Fry has worked in Formula 1 for 35 years, first joining the current team at Enstone -- when it was known as Benetton -- back in 1987. Since then he has worked for McLaren, Ferrari and Manor before returning to Alpine last year. He will be promoted to the role of chief technical officer, tasked with delivering a championship-contending car within 100 races of Alpine’s arrival in F1.

“Fry will oversee all technical activities in Enstone, and will be responsible for setting the performance target of the car, defining the technical capabilities and competencies needed and identify future technologies and disruptors,” an Alpine announcement read. “He will ultimately arbitrate on major performance trade-offs and risks, and set the long-term development strategy to maximize performance within the constraints of the cost cap.”

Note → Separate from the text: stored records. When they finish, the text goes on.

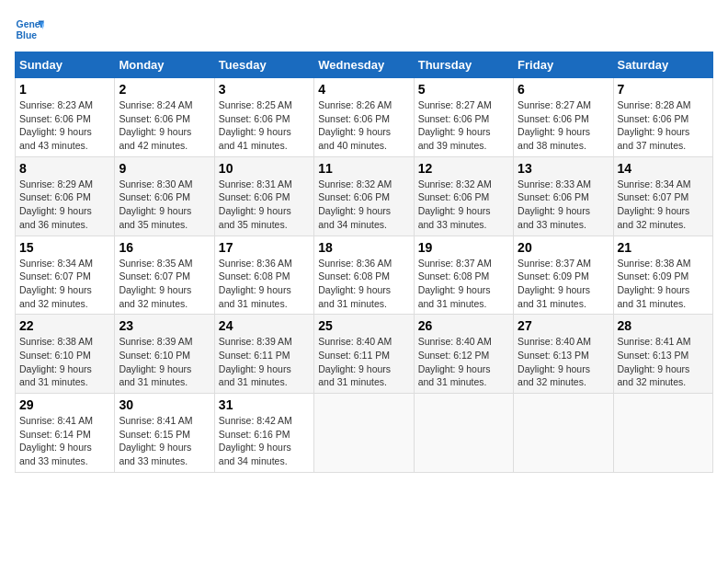 This screenshot has width=728, height=563. What do you see at coordinates (64, 168) in the screenshot?
I see `day-number: 8` at bounding box center [64, 168].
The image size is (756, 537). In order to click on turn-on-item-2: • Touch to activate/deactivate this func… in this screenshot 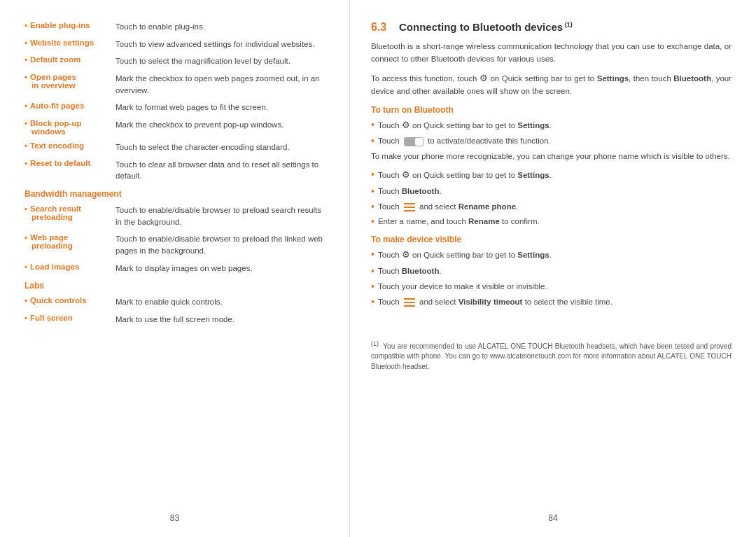, I will do `click(552, 141)`.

As well as Fry’s promotion, Harman also has a new role as technical director, having previously been engineering director since joining from Mercedes in 2018. Alpine CEO Laurent Rossi says it was important to get the pair’s experience into more influential roles.

“We are considerably strengthening Alpine F1 Team by having Pat and Matt at the helm of Engineering in Enstone,” Rossi said. “Pat is one of the most experienced engineers in Formula 1, while Matt’s drive and expertise will prove critical in extracting the full potential of our race cars, thanks in particular to his unique expertise combining chassis and engine development.”

The changes come following the recent departure of Marcin Budkowski, while Alain Prost also left the team having previously served as an advisor.

Chris Medland
Chris Medland

While studying Sports Journalism at the University of Central Lancashire, Chris managed to talk his way into working at the British Grand Prix in 2008 and was retained for three years before joining ESPN F1 as Assistant Editor. After three further years at ESPN, a spell as F1 Editor at Crash Media Group was followed by the major task of launching F1i.com’s English-language website and running it as Editor. Present at every race since the start of 2014, he has continued building his freelance portfolio, working with international titles. As well as writing for RACER, his broadcast work includes television appearances on F1 TV and as a presenter and reporter on North America's live radio coverage on SiriusXM.